Russia responds to Ukraine's peace summit proposal
If held at the end of February, the proposed summit could coincide with the one-year anniversary of Russia's invasion of Ukraine.
Russia on Tuesday mocked Ukraine's proposal to hold a "peace" summit at the United Nations by the end of February.
Ukrainian Foreign Minister Dmytro Kuleba on Monday said Moscow must be prosecuted for war crimes at an international court before the summit, which would be mediated by U.N. Secretary-General António Guterres.
Russia's Permanent Representative to the U.N. Dmitry Polyansky said in a translated Telegram post that Ukraine's request for a peace summit along with the statement that Russia was illegally a member of the U.N. are both "mutually exclusive claims."

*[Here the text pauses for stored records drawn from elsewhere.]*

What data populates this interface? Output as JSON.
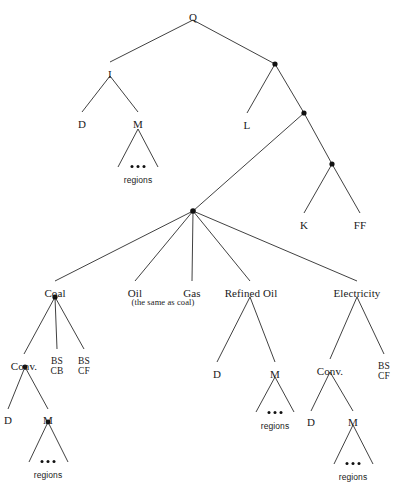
{
  "diagram": {
    "type": "tree",
    "colors": {
      "edge": "#2b2b2b",
      "node": "#111111",
      "text": "#1a1a1a",
      "background": "#ffffff"
    },
    "nodes": [
      {
        "id": "Q",
        "label": "Q",
        "kind": "label",
        "x": 193,
        "y": 12
      },
      {
        "id": "I",
        "label": "I",
        "kind": "label",
        "x": 110,
        "y": 69
      },
      {
        "id": "D1",
        "label": "D",
        "kind": "label",
        "x": 82,
        "y": 119
      },
      {
        "id": "M1",
        "label": "M",
        "kind": "label",
        "x": 138,
        "y": 119
      },
      {
        "id": "regions1",
        "label": "regions",
        "kind": "small",
        "x": 138,
        "y": 176
      },
      {
        "id": "dotA",
        "label": "",
        "kind": "dot",
        "x": 275,
        "y": 64
      },
      {
        "id": "L",
        "label": "L",
        "kind": "label",
        "x": 247,
        "y": 120
      },
      {
        "id": "dotB",
        "label": "",
        "kind": "dot",
        "x": 304,
        "y": 113
      },
      {
        "id": "dotC",
        "label": "",
        "kind": "dot",
        "x": 332,
        "y": 164
      },
      {
        "id": "K",
        "label": "K",
        "kind": "label",
        "x": 304,
        "y": 220
      },
      {
        "id": "FF",
        "label": "FF",
        "kind": "label",
        "x": 360,
        "y": 220
      },
      {
        "id": "fan",
        "label": "",
        "kind": "dot",
        "x": 193,
        "y": 211
      },
      {
        "id": "Coal",
        "label": "Coal",
        "kind": "label",
        "x": 55,
        "y": 288
      },
      {
        "id": "Oil",
        "label": "Oil",
        "kind": "label",
        "x": 135,
        "y": 288
      },
      {
        "id": "OilNote",
        "label": "(the same as coal)",
        "kind": "paren",
        "x": 163,
        "y": 298
      },
      {
        "id": "Gas",
        "label": "Gas",
        "kind": "label",
        "x": 192,
        "y": 288
      },
      {
        "id": "RefinedOil",
        "label": "Refined Oil",
        "kind": "label",
        "x": 251,
        "y": 288
      },
      {
        "id": "Electricity",
        "label": "Electricity",
        "kind": "label",
        "x": 357,
        "y": 288
      },
      {
        "id": "ConvCoal",
        "label": "Conv.",
        "kind": "label",
        "x": 24,
        "y": 361
      },
      {
        "id": "BSCB",
        "label": "BS\nCB",
        "kind": "twoline",
        "x": 57,
        "y": 356
      },
      {
        "id": "BSCF1",
        "label": "BS\nCF",
        "kind": "twoline",
        "x": 84,
        "y": 356
      },
      {
        "id": "D2",
        "label": "D",
        "kind": "label",
        "x": 8,
        "y": 415
      },
      {
        "id": "M2",
        "label": "M",
        "kind": "label",
        "x": 48,
        "y": 415
      },
      {
        "id": "regions2",
        "label": "regions",
        "kind": "small",
        "x": 48,
        "y": 471
      },
      {
        "id": "D3",
        "label": "D",
        "kind": "label",
        "x": 217,
        "y": 369
      },
      {
        "id": "M3",
        "label": "M",
        "kind": "label",
        "x": 275,
        "y": 369
      },
      {
        "id": "regions3",
        "label": "regions",
        "kind": "small",
        "x": 275,
        "y": 422
      },
      {
        "id": "ConvElec",
        "label": "Conv.",
        "kind": "label",
        "x": 330,
        "y": 366
      },
      {
        "id": "BSCF2",
        "label": "BS\nCF",
        "kind": "twoline",
        "x": 384,
        "y": 361
      },
      {
        "id": "D4",
        "label": "D",
        "kind": "label",
        "x": 311,
        "y": 417
      },
      {
        "id": "M4",
        "label": "M",
        "kind": "label",
        "x": 353,
        "y": 417
      },
      {
        "id": "regions4",
        "label": "regions",
        "kind": "small",
        "x": 353,
        "y": 473
      }
    ],
    "edges": [
      {
        "from": "Q",
        "to": "I",
        "path": "M193,20 L110,62"
      },
      {
        "from": "Q",
        "to": "dotA",
        "path": "M193,20 L275,64"
      },
      {
        "from": "I",
        "to": "D1",
        "path": "M110,76 L82,112"
      },
      {
        "from": "I",
        "to": "M1",
        "path": "M110,76 L138,112"
      },
      {
        "from": "M1",
        "to": "region-left",
        "path": "M138,129 L118,167"
      },
      {
        "from": "M1",
        "to": "region-right",
        "path": "M138,129 L158,167"
      },
      {
        "from": "dotA",
        "to": "L",
        "path": "M275,64 L247,113"
      },
      {
        "from": "dotA",
        "to": "dotB",
        "path": "M275,64 L304,113"
      },
      {
        "from": "dotB",
        "to": "fan",
        "path": "M304,113 L193,211"
      },
      {
        "from": "dotB",
        "to": "dotC",
        "path": "M304,113 L332,164"
      },
      {
        "from": "dotC",
        "to": "K",
        "path": "M332,164 L304,213"
      },
      {
        "from": "dotC",
        "to": "FF",
        "path": "M332,164 L360,213"
      },
      {
        "from": "fan",
        "to": "Coal",
        "path": "M193,211 L55,281"
      },
      {
        "from": "fan",
        "to": "Oil",
        "path": "M193,211 L135,281"
      },
      {
        "from": "fan",
        "to": "Gas",
        "path": "M193,211 L192,281"
      },
      {
        "from": "fan",
        "to": "RefinedOil",
        "path": "M193,211 L250,281"
      },
      {
        "from": "fan",
        "to": "Electricity",
        "path": "M193,211 L357,281"
      },
      {
        "from": "Coal",
        "to": "ConvCoal",
        "path": "M55,297 L24,354"
      },
      {
        "from": "Coal",
        "to": "BSCB",
        "path": "M55,297 L57,349"
      },
      {
        "from": "Coal",
        "to": "BSCF1",
        "path": "M55,297 L84,349"
      },
      {
        "from": "ConvCoal",
        "to": "D2",
        "path": "M25,367 L8,409"
      },
      {
        "from": "ConvCoal",
        "to": "M2",
        "path": "M25,367 L48,409"
      },
      {
        "from": "M2",
        "to": "region-left",
        "path": "M48,422 L29,462"
      },
      {
        "from": "M2",
        "to": "region-right",
        "path": "M48,422 L68,462"
      },
      {
        "from": "RefinedOil",
        "to": "D3",
        "path": "M250,297 L217,362"
      },
      {
        "from": "RefinedOil",
        "to": "M3",
        "path": "M250,297 L275,362"
      },
      {
        "from": "M3",
        "to": "region-left",
        "path": "M275,377 L256,412"
      },
      {
        "from": "M3",
        "to": "region-right",
        "path": "M275,377 L294,412"
      },
      {
        "from": "Electricity",
        "to": "ConvElec",
        "path": "M357,297 L330,359"
      },
      {
        "from": "Electricity",
        "to": "BSCF2",
        "path": "M357,297 L384,354"
      },
      {
        "from": "ConvElec",
        "to": "D4",
        "path": "M330,372 L311,411"
      },
      {
        "from": "ConvElec",
        "to": "M4",
        "path": "M330,372 L353,411"
      },
      {
        "from": "M4",
        "to": "region-left",
        "path": "M353,425 L334,464"
      },
      {
        "from": "M4",
        "to": "region-right",
        "path": "M353,425 L373,464"
      }
    ],
    "dots": [
      {
        "x": 275,
        "y": 64,
        "r": 2.6
      },
      {
        "x": 304,
        "y": 113,
        "r": 2.6
      },
      {
        "x": 332,
        "y": 164,
        "r": 2.6
      },
      {
        "x": 193,
        "y": 211,
        "r": 2.8
      },
      {
        "x": 55,
        "y": 297,
        "r": 2.6
      },
      {
        "x": 25,
        "y": 367,
        "r": 2.4
      },
      {
        "x": 48,
        "y": 422,
        "r": 2.4
      }
    ],
    "ellipses": [
      {
        "id": "ell1",
        "x": 138,
        "y": 165
      },
      {
        "id": "ell2",
        "x": 48,
        "y": 460
      },
      {
        "id": "ell3",
        "x": 275,
        "y": 411
      },
      {
        "id": "ell4",
        "x": 353,
        "y": 462
      }
    ]
  }
}
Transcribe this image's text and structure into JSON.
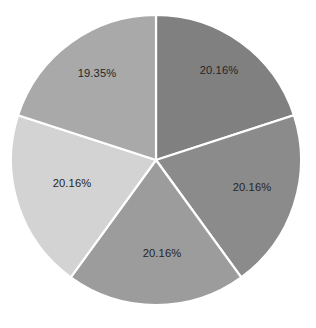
{
  "chart_data": {
    "type": "pie",
    "title": "",
    "subtitle": "",
    "xlabel": "",
    "ylabel": "",
    "legend": "none",
    "grid": false,
    "background_color": "#ffffff",
    "label_color": "#262626",
    "separator_color": "#ffffff",
    "start_angle_deg": 0,
    "direction": "clockwise",
    "center": {
      "x": 156,
      "y": 160
    },
    "radius": 145,
    "categories": [
      "Slice 1",
      "Slice 2",
      "Slice 3",
      "Slice 4",
      "Slice 5"
    ],
    "values": [
      20.16,
      20.16,
      20.16,
      20.16,
      19.35
    ],
    "labels": [
      "20.16%",
      "20.16%",
      "20.16%",
      "20.16%",
      "19.35%"
    ],
    "colors": [
      "#808080",
      "#8b8b8b",
      "#9c9c9c",
      "#d3d3d3",
      "#a9a9a9"
    ],
    "slices": [
      {
        "name": "slice-top-right",
        "label": "20.16%",
        "value": 20.16,
        "color": "#808080",
        "start_deg": 0,
        "end_deg": 72,
        "label_x": 219,
        "label_y": 71
      },
      {
        "name": "slice-right",
        "label": "20.16%",
        "value": 20.16,
        "color": "#8b8b8b",
        "start_deg": 72,
        "end_deg": 144,
        "label_x": 252,
        "label_y": 188
      },
      {
        "name": "slice-bottom",
        "label": "20.16%",
        "value": 20.16,
        "color": "#9c9c9c",
        "start_deg": 144,
        "end_deg": 216,
        "label_x": 162,
        "label_y": 254
      },
      {
        "name": "slice-left",
        "label": "20.16%",
        "value": 20.16,
        "color": "#d3d3d3",
        "start_deg": 216,
        "end_deg": 288,
        "label_x": 72,
        "label_y": 184
      },
      {
        "name": "slice-top-left",
        "label": "19.35%",
        "value": 19.35,
        "color": "#a9a9a9",
        "start_deg": 288,
        "end_deg": 360,
        "label_x": 97,
        "label_y": 74
      }
    ]
  }
}
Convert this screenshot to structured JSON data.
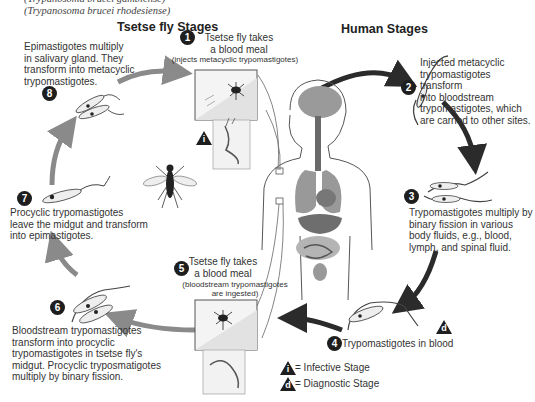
{
  "header": {
    "subtitle_line1": "(Trypanosoma brucei gambiense)",
    "subtitle_line2": "(Trypanosoma brucei rhodesiense)"
  },
  "sections": {
    "tsetse": "Tsetse fly Stages",
    "human": "Human Stages"
  },
  "stages": [
    {
      "number": "1",
      "title_line1": "Tsetse fly takes",
      "title_line2": "a blood meal",
      "note": "(injects metacyclic trypomastigotes)",
      "host": "tsetse"
    },
    {
      "number": "2",
      "text_lines": [
        "Injected metacyclic",
        "trypomastigotes transform",
        "into bloodstream",
        "trypomastigotes, which",
        "are carried to other sites."
      ],
      "host": "human"
    },
    {
      "number": "3",
      "text_lines": [
        "Trypomastigotes multiply by",
        "binary fission in various",
        "body fluids, e.g., blood,",
        "lymph, and spinal fluid."
      ],
      "host": "human"
    },
    {
      "number": "4",
      "text": "Trypomastigotes in blood",
      "host": "human"
    },
    {
      "number": "5",
      "title_line1": "Tsetse fly takes",
      "title_line2": "a blood meal",
      "note_line1": "(bloodstream trypomastigotes",
      "note_line2": "are ingested)",
      "host": "tsetse"
    },
    {
      "number": "6",
      "text_lines": [
        "Bloodstream trypomastigotes",
        "transform into procyclic",
        "trypomastigotes in tsetse fly's",
        "midgut. Procyclic tryposmatigotes",
        "multiply by binary fission."
      ],
      "host": "tsetse"
    },
    {
      "number": "7",
      "text_lines": [
        "Procyclic trypomastigotes",
        "leave the midgut and transform",
        "into epimastigotes."
      ],
      "host": "tsetse"
    },
    {
      "number": "8",
      "text_lines": [
        "Epimastigotes multiply",
        "in salivary gland. They",
        "transform into metacyclic",
        "trypomastigotes."
      ],
      "host": "tsetse"
    }
  ],
  "markers": {
    "infective_letter": "i",
    "diagnostic_letter": "d"
  },
  "legend": {
    "infective_label": "= Infective Stage",
    "diagnostic_label": "= Diagnostic Stage"
  },
  "colors": {
    "human_arrow": "#2b2b2b",
    "tsetse_arrow": "#8a8a8a",
    "badge": "#1e1e1e",
    "text": "#333333"
  }
}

Kuleba said Russia "can only be invited" to the summit if Moscow faces a war-crimes tribunal first.
"What can be a 'peace summit' without Russia? It's very easy to imagine it without Ukraine," Polyansky said.
In response to the summit proposal, U.N. spokesperson Florencia Soto Nino-Martinez said: "As the secretary-general has said many times in the past, he can only mediate if all parties want him to mediate."
Russian President Vladimir Putin said in an interview aired Sunday that the Kremlin is "ready to negotiate with everyone involved about acceptable solutions, but that is up to them — we are not the ones refusing to negotiate, they are."
If held at the end of February, the proposed summit could coincide with the one-year anniversary of Russia's invasion of Ukraine.
Ukraine says Russian forces have carried out at least 34,000 possible war crimes since the start of the invasion. In March, the United States formally declared that Russian service members committed war crimes. The Kremlin has dismissed the allegations.